The triple rim is a visual absurdity. Not 1, not 2, but 3 rings of steel to prevent damage from aggressive dunks. Whereas the double rim’s standards require predictable deflection, the triple rim simply provides an amped-up dose of steel.

It also lacks the precision engineering of a double rim. It’s there to combat not only massive dunks, but hoodlums hanging for no reason at all.

As such, the triple rim is beholden to no measurement.

The Triple Rim Experiment

Multi-thousand dollar testing system be damned, there’s only one way to know if the triple rim system and its famous tendency to brick shots were overhyped or backed up anecdotally.

Shoot a bunch of baskets.

I return to the park a few days later. My goal? Shoot until I missed 50 free throws. I would observe the bounce out and see how many could rightfully be blamed on the triple rim.

To accumulate 50 misses didn’t take as long as I hoped. But once I hit that milestone, I could rightfully attribute only four misses to aggressive rim rigidity. Furthermore, there was at least one shot that went in due to the rigid rebound of the triple rim.

upraised hand holding a basketball about to shoot

I shot a few more at close and three-point range for good measure. All in all, the triple rim wasn’t the catastrophe I remembered.

But assuming my back-of-the-envelope math is right, the triple rim was responsible for three overall misfires in addition to the 47 misses that would have occurred on a healthy single rim or a regulation double rim.

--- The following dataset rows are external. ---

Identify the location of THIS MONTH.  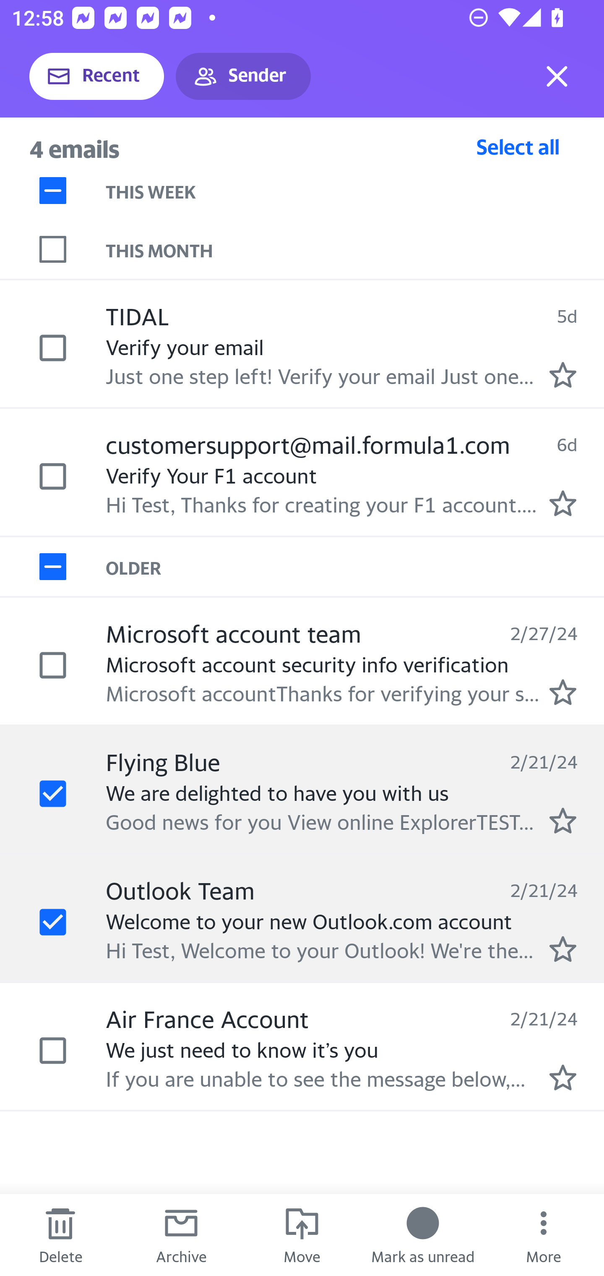
(355, 249).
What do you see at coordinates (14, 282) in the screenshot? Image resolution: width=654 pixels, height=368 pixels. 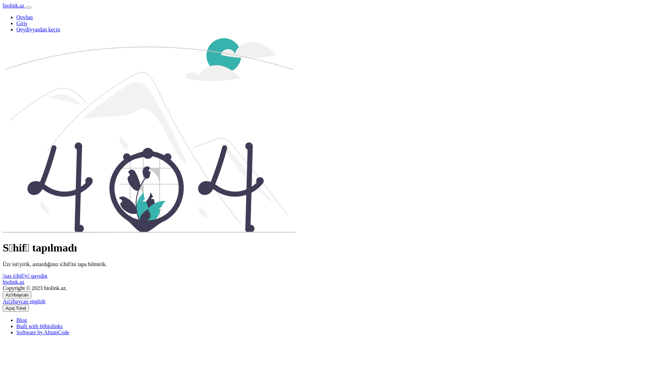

That means a standard triple rim conceivably reduces a shooter’s accuracy by 6%. That feels a little punitive. And of course, results may vary. Run this experiment again and there’s a conceivable scenario where I miss 50 times and not once could it be attributed to the triple rim.

Should You Buy a Triple Rim?

There’s a school of thought that all those gobs of steel make you better. It teaches you to be more precise. Mistakes are punished.

Hmm…maybe…But I’m not buying it. If you are installing a backyard hoop, you want one that provides a strong shooter’s roll. You want a rim that coaxes your off-balance fadeaway through the net and makes your buddies cry, “not cool man!”

That’s not the triple rim. The triple rim is there to dissuade a 6’5″ 285 pounder from taking the whole thing down with a show-stopping dunk. And maybe that’s you.

But if it’s not, a standard well-made single rim is the right ticket. It’s cheap yet well-made and perfectly suitable for a backyard or driveway.

I’ll always miss those hoops til you pass out days in the oppressive Houston heat. But the triple rim’s heavy bricks are one memory I’m happy to put behind me.

Festival Updates

Pokatok Festival Set to Bring Sports World’s Fair to Houston

The countdown to the Pokatok Festival is on - the Sports World's Fair is coming to Downtown Houston in April of 2024.

Competition

Oklahoma Softball Sets Sights on Third Straight Title

Jay Arnold talks about the Oklahoma Sooners softball team and their quest for a third straight NCAA Title at the WCWS in Oklahoma City.

General

Who Invented the Skateboard?

Who invented the skateboard? Bill Richards made the board, Larry Stevenson created skateboarding, and the surfing community helped it erupt.

Our Takes

Power Ranking the Best Crowd Celebrations

Jay Arnold talks about the best instances of athlete and crowd celebrations across the world of sports. From football to MMA and beyond.